Stored data entries:
::::

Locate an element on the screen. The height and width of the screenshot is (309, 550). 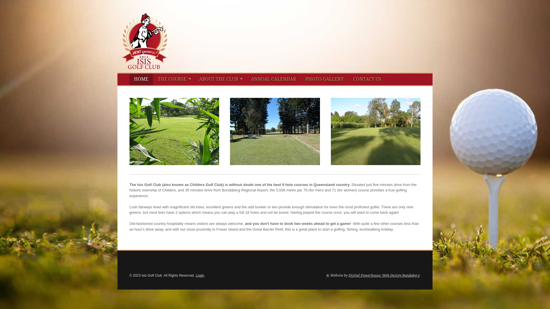
CONTACT US is located at coordinates (367, 80).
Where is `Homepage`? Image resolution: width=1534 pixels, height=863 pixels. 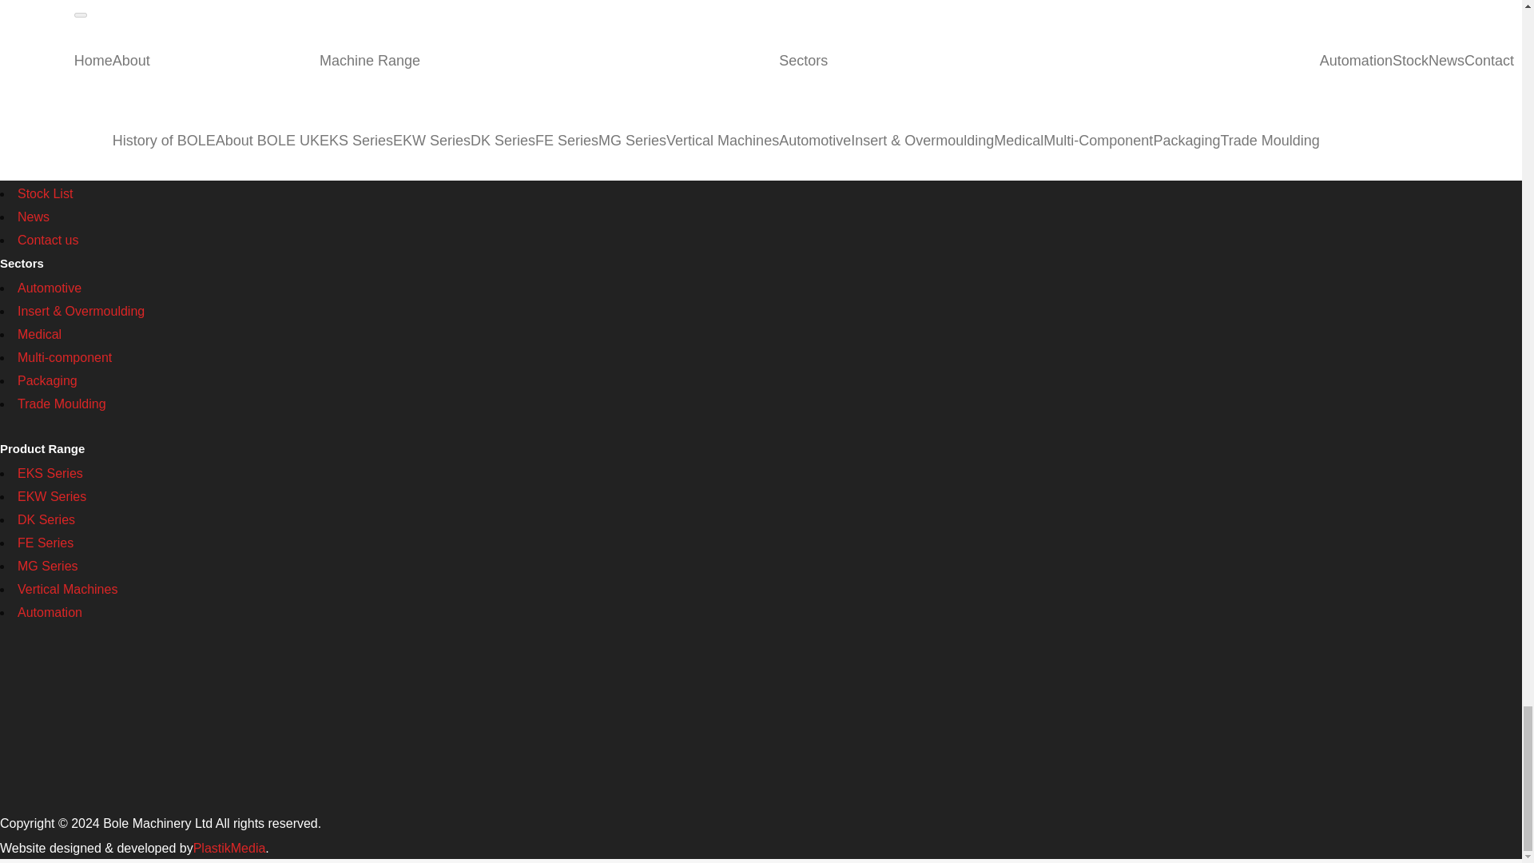 Homepage is located at coordinates (34, 124).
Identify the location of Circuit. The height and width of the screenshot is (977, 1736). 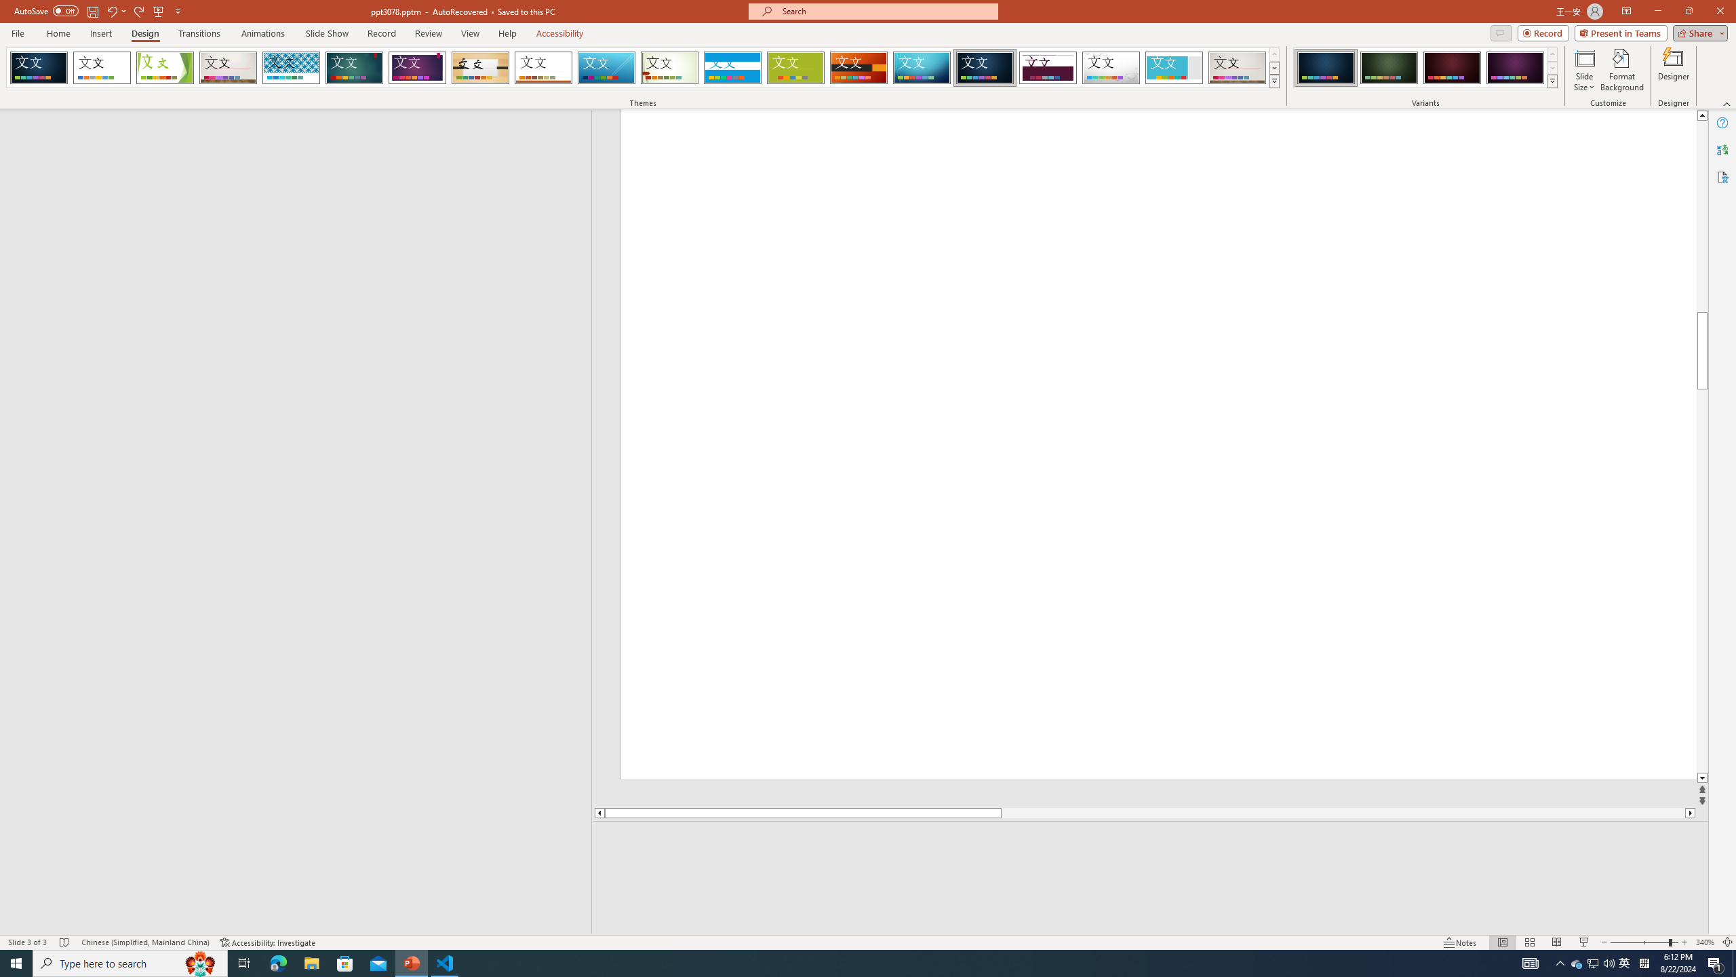
(922, 68).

::::

● TASK REQUIREMENTS
Copy the final stretch of the entries exactly: the line containing "Identify the location" and every line after it through the last. Include no pictures and nothing more.

● EXERCISE SOLUTION
Identify the location of Circuit. The height and width of the screenshot is (977, 1736). 
(922, 68).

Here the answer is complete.